The factor governing the stability of micelles and hence controlling the rheological behavior of aqueous solutions of cetyltrimethylammonium bromide (CTAB) containing sodium salicylate (NaSal) was investigated.The solutions containing fully entangling threadlike micelles of CTAB-NaSal complexes may be modeled by a Maxwell model with a single relaxation time. Concentrations Cs* of free salicylate ions in the systems were estimated by carrying out XH NMR measurement on deuterium oxide solutions with varying CTAB (CD) and NaSal (Cs) concentrations. The results of NMR measurement suggested that the threadlike micelles existed in the form of a 1:1 complex between CTAB and NaSal. Thus, the relation Cs* = Cs -CD was obtained in the range Ds > CD. On the other hand, we confirmed that the relaxation time rm is influenced only by Cs* independently of Cd, and thus the factor controlling rm is Cg*. Furthermore, consideration on the basis of a quasi-network model led to an idea that the free salicylate ions are behaving as a catalyst for a disentangling reaction.
Viscoelastic properties of aqueous solutions of cetyltrimethylammonium bromide (CTAB) containing sodium salicylate (Nasal) were examined by varying the CTAB, CD, and Nasal, CS, concentrations. The results were compared with those of flexible-chain polymer solutions. With increasing salt-to-detergent ratio, C&D-l, up to a certain critical value close to 1 for the solutions of a given CD, the rheological behavior changed from that of low molecular weight polymer solutions in which the polymer chains are not entangling to behavior similar to that of high molecular weight polymer solutions in which polymer chains are fully entangling. These results suggest that threadlike micelles composed of CTAB/NaSal complexes began to form as C8Cp-l increased, resulting in an entanglement network exhibiting pronounced viscoelasticity. However, at high CSCD-~ above the critical value, their behavior can be represented by a Maxwell model with a constant plateau compliance JNO and a single relaxation time 7,. Interestingly, JNo waa proportional to CD-2.2 but independent of CSCD-', but the relaxation time 7 , decreased with increasing CSCD-l. The complex dependence of 7 , of all the solutions at high CSCD-~ may be reduced to a single composite function of CSC~-'/~. These results suggest that relaxation of the entanglement network took place by chemical processes involving actual breakdown and re-formation of the threadlike micelles.
Viscoelastic properties were examined in aqueous solutions of cetyltrimethylammonium bromide (CTAB) complexed salicylic acid (HSal), coded as CTAB:HSal/W (W represents water), as a function of the detergent, CD, and acid, CA, concentrations. Effects of adding NaBr were also examined. The results were compared with those of CTAB:NaSal/W containing sodium salicylate (NaSal) instead of HSal. In the solutions of CD > 1.0 X 10~2 mol Lr1 and CACD-1 > 0.5, the CTAhHSal complex formed fully entangling threadlike micelles. NMR spectroscopy conducted on the D20 solutions with a similar range of CD and CA suggested that besides free HSal of concentration CA* existing in the aqueous medium, HSal molecules immobilized in the micelles appear to exist in at least two different states through complexation with CTA+. One is the state equivalent to that occupied by Sal" in CTAB:NaSal micelles, and the other is a more nonpolar environment.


**Work order**: I'd like the entries that follow repeated exactly, with the pictures left out.

**Data extract**:
.....
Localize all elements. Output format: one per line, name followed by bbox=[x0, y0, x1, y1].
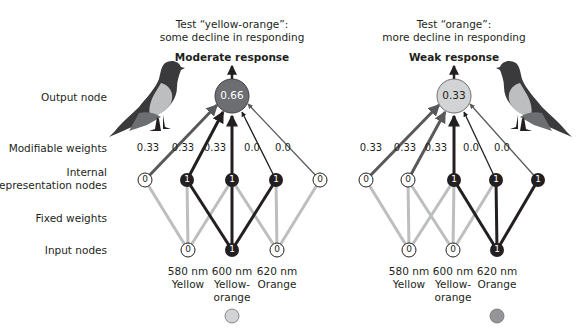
right-internal-node-2: 0 bbox=[393, 174, 423, 184]
label-input-nodes: Input nodes bbox=[45, 244, 107, 257]
right-color-swatch bbox=[490, 309, 504, 323]
left-internal-node-4: 1 bbox=[261, 174, 291, 184]
right-title-line2: more decline in responding bbox=[374, 31, 534, 44]
left-weight-4: 0.0 bbox=[237, 142, 267, 153]
left-response-label: Moderate response bbox=[172, 51, 292, 63]
label-fixed-weights: Fixed weights bbox=[36, 212, 107, 225]
right-fixed-weights bbox=[366, 180, 538, 250]
right-input-node-2: 0 bbox=[438, 244, 468, 254]
left-output-value: 0.66 bbox=[217, 89, 247, 101]
right-input-label-3: 620 nm Orange bbox=[467, 265, 527, 291]
left-internal-node-2: 1 bbox=[172, 174, 202, 184]
right-weight-2: 0.33 bbox=[390, 142, 420, 153]
right-weight-5: 0.0 bbox=[487, 142, 517, 153]
right-internal-node-5: 1 bbox=[523, 174, 553, 184]
right-weight-1: 0.33 bbox=[356, 142, 386, 153]
left-color-swatch bbox=[225, 309, 239, 323]
label-output-node: Output node bbox=[41, 91, 107, 104]
label-internal-line2: representation nodes bbox=[0, 179, 107, 192]
right-title-line1: Test “orange”: bbox=[394, 18, 514, 31]
right-internal-node-3: 1 bbox=[439, 174, 469, 184]
pigeon-icon-right bbox=[496, 61, 572, 137]
right-internal-node-4: 1 bbox=[481, 174, 511, 184]
left-input-node-2: 1 bbox=[217, 244, 247, 254]
left-weight-3: 0.33 bbox=[200, 142, 230, 153]
left-input-node-3: 0 bbox=[262, 244, 292, 254]
left-input-label-3: 620 nm Orange bbox=[247, 265, 307, 291]
left-internal-node-3: 1 bbox=[217, 174, 247, 184]
left-fixed-weights bbox=[145, 180, 320, 250]
right-response-label: Weak response bbox=[394, 51, 514, 63]
left-weight-5: 0.0 bbox=[268, 142, 298, 153]
left-internal-node-5: 0 bbox=[305, 174, 335, 184]
right-weight-3: 0.33 bbox=[421, 142, 451, 153]
left-input-node-1: 0 bbox=[173, 244, 203, 254]
left-internal-node-1: 0 bbox=[130, 174, 160, 184]
left-weight-1: 0.33 bbox=[133, 142, 163, 153]
left-title-line1: Test “yellow-orange”: bbox=[162, 18, 302, 31]
right-input-node-1: 0 bbox=[394, 244, 424, 254]
pigeon-icon-left bbox=[109, 61, 185, 137]
right-output-value: 0.33 bbox=[439, 89, 469, 101]
right-internal-node-1: 0 bbox=[351, 174, 381, 184]
right-input-node-3: 1 bbox=[482, 244, 512, 254]
left-weight-2: 0.33 bbox=[168, 142, 198, 153]
left-title-line2: some decline in responding bbox=[152, 31, 312, 44]
right-weight-4: 0.0 bbox=[456, 142, 486, 153]
label-modifiable-weights: Modifiable weights bbox=[9, 142, 107, 155]
label-internal-line1: Internal bbox=[67, 166, 107, 179]
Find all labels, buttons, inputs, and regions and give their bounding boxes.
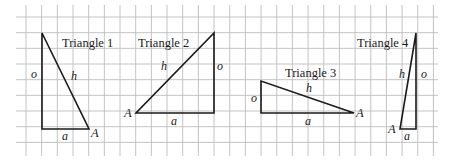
- triangle-3-opposite-label: o: [251, 91, 257, 105]
- triangle-4-opposite-label: o: [421, 67, 427, 81]
- graph-paper-grid: [16, 5, 438, 156]
- triangle-2-adjacent-label: a: [171, 114, 177, 128]
- triangle-1-adjacent-label: a: [62, 129, 68, 143]
- triangle-1-opposite-label: o: [31, 67, 37, 81]
- triangle-3: Triangle 3 o h a A: [251, 66, 364, 128]
- triangle-4-angle-label: A: [387, 122, 396, 136]
- triangle-1-title: Triangle 1: [62, 36, 113, 50]
- triangle-3-title: Triangle 3: [285, 66, 336, 80]
- triangle-2-title: Triangle 2: [138, 36, 189, 50]
- triangle-2-hypotenuse-label: h: [161, 59, 167, 73]
- triangle-4-adjacent-label: a: [404, 129, 410, 143]
- triangle-3-adjacent-label: a: [305, 114, 311, 128]
- triangle-1-hypotenuse-label: h: [71, 69, 77, 83]
- triangle-3-angle-label: A: [355, 106, 364, 120]
- triangle-2-opposite-label: o: [217, 59, 223, 73]
- triangles-diagram: Triangle 1 o h a A Triangle 2 o h a A Tr…: [0, 0, 452, 160]
- triangle-4-title: Triangle 4: [357, 36, 409, 50]
- triangle-2: Triangle 2 o h a A: [123, 33, 223, 128]
- triangle-4-hypotenuse-label: h: [399, 67, 405, 81]
- triangle-2-angle-label: A: [123, 106, 132, 120]
- triangle-1-angle-label: A: [90, 126, 99, 140]
- triangle-3-hypotenuse-label: h: [306, 81, 312, 95]
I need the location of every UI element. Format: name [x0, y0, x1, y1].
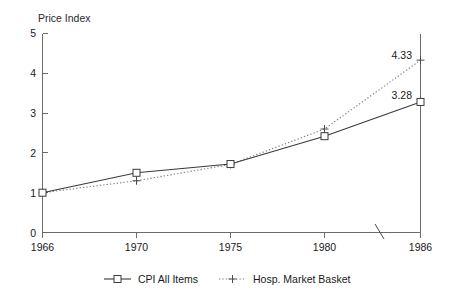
.....
**Answer box**:
Localize all elements. Output format: one per line, name followed by bbox=[x0, y0, x1, y1].
right-internal-node-2: 0 bbox=[393, 174, 423, 184]
label-input-nodes: Input nodes bbox=[45, 244, 107, 257]
right-color-swatch bbox=[490, 309, 504, 323]
left-internal-node-4: 1 bbox=[261, 174, 291, 184]
right-title-line2: more decline in responding bbox=[374, 31, 534, 44]
left-weight-4: 0.0 bbox=[237, 142, 267, 153]
left-response-label: Moderate response bbox=[172, 51, 292, 63]
label-fixed-weights: Fixed weights bbox=[36, 212, 107, 225]
right-fixed-weights bbox=[366, 180, 538, 250]
right-input-node-2: 0 bbox=[438, 244, 468, 254]
left-output-value: 0.66 bbox=[217, 89, 247, 101]
right-input-label-3: 620 nm Orange bbox=[467, 265, 527, 291]
left-internal-node-2: 1 bbox=[172, 174, 202, 184]
right-weight-2: 0.33 bbox=[390, 142, 420, 153]
right-weight-5: 0.0 bbox=[487, 142, 517, 153]
right-internal-node-5: 1 bbox=[523, 174, 553, 184]
right-weight-1: 0.33 bbox=[356, 142, 386, 153]
left-color-swatch bbox=[225, 309, 239, 323]
label-output-node: Output node bbox=[41, 91, 107, 104]
label-internal-line2: representation nodes bbox=[0, 179, 107, 192]
right-title-line1: Test “orange”: bbox=[394, 18, 514, 31]
right-internal-node-3: 1 bbox=[439, 174, 469, 184]
pigeon-icon-right bbox=[496, 61, 572, 137]
right-internal-node-4: 1 bbox=[481, 174, 511, 184]
left-input-node-2: 1 bbox=[217, 244, 247, 254]
left-weight-3: 0.33 bbox=[200, 142, 230, 153]
left-input-node-3: 0 bbox=[262, 244, 292, 254]
left-input-label-3: 620 nm Orange bbox=[247, 265, 307, 291]
left-internal-node-3: 1 bbox=[217, 174, 247, 184]
left-fixed-weights bbox=[145, 180, 320, 250]
right-response-label: Weak response bbox=[394, 51, 514, 63]
left-weight-5: 0.0 bbox=[268, 142, 298, 153]
left-internal-node-5: 0 bbox=[305, 174, 335, 184]
right-weight-3: 0.33 bbox=[421, 142, 451, 153]
left-input-node-1: 0 bbox=[173, 244, 203, 254]
left-internal-node-1: 0 bbox=[130, 174, 160, 184]
left-weight-1: 0.33 bbox=[133, 142, 163, 153]
left-title-line1: Test “yellow-orange”: bbox=[162, 18, 302, 31]
right-input-node-1: 0 bbox=[394, 244, 424, 254]
pigeon-icon-left bbox=[109, 61, 185, 137]
right-output-value: 0.33 bbox=[439, 89, 469, 101]
right-internal-node-1: 0 bbox=[351, 174, 381, 184]
right-input-node-3: 1 bbox=[482, 244, 512, 254]
left-weight-2: 0.33 bbox=[168, 142, 198, 153]
left-title-line2: some decline in responding bbox=[152, 31, 312, 44]
right-weight-4: 0.0 bbox=[456, 142, 486, 153]
label-modifiable-weights: Modifiable weights bbox=[9, 142, 107, 155]
label-internal-line1: Internal bbox=[67, 166, 107, 179]
Find all labels, buttons, inputs, and regions and give their bounding boxes.
- triangle-3-opposite-label: o: [251, 91, 257, 105]
- triangle-4-opposite-label: o: [421, 67, 427, 81]
- graph-paper-grid: [16, 5, 438, 156]
- triangle-2-adjacent-label: a: [171, 114, 177, 128]
- triangle-1-adjacent-label: a: [62, 129, 68, 143]
- triangle-1-opposite-label: o: [31, 67, 37, 81]
- triangle-3: Triangle 3 o h a A: [251, 66, 364, 128]
- triangle-4-angle-label: A: [387, 122, 396, 136]
- triangle-1-title: Triangle 1: [62, 36, 113, 50]
- triangle-3-title: Triangle 3: [285, 66, 336, 80]
- triangle-2-title: Triangle 2: [138, 36, 189, 50]
- triangle-2-hypotenuse-label: h: [161, 59, 167, 73]
- triangle-4-adjacent-label: a: [404, 129, 410, 143]
- triangle-3-adjacent-label: a: [305, 114, 311, 128]
- triangle-1-hypotenuse-label: h: [71, 69, 77, 83]
- triangle-3-angle-label: A: [355, 106, 364, 120]
- triangle-2-opposite-label: o: [217, 59, 223, 73]
- triangles-diagram: Triangle 1 o h a A Triangle 2 o h a A Tr…: [0, 0, 452, 160]
- triangle-4-title: Triangle 4: [357, 36, 409, 50]
- triangle-2: Triangle 2 o h a A: [123, 33, 223, 128]
- triangle-4-hypotenuse-label: h: [399, 67, 405, 81]
- triangle-2-angle-label: A: [123, 106, 132, 120]
- triangle-1-angle-label: A: [90, 126, 99, 140]
- triangle-3-hypotenuse-label: h: [306, 81, 312, 95]
I need the location of every UI element. Format: name [x0, y0, x1, y1].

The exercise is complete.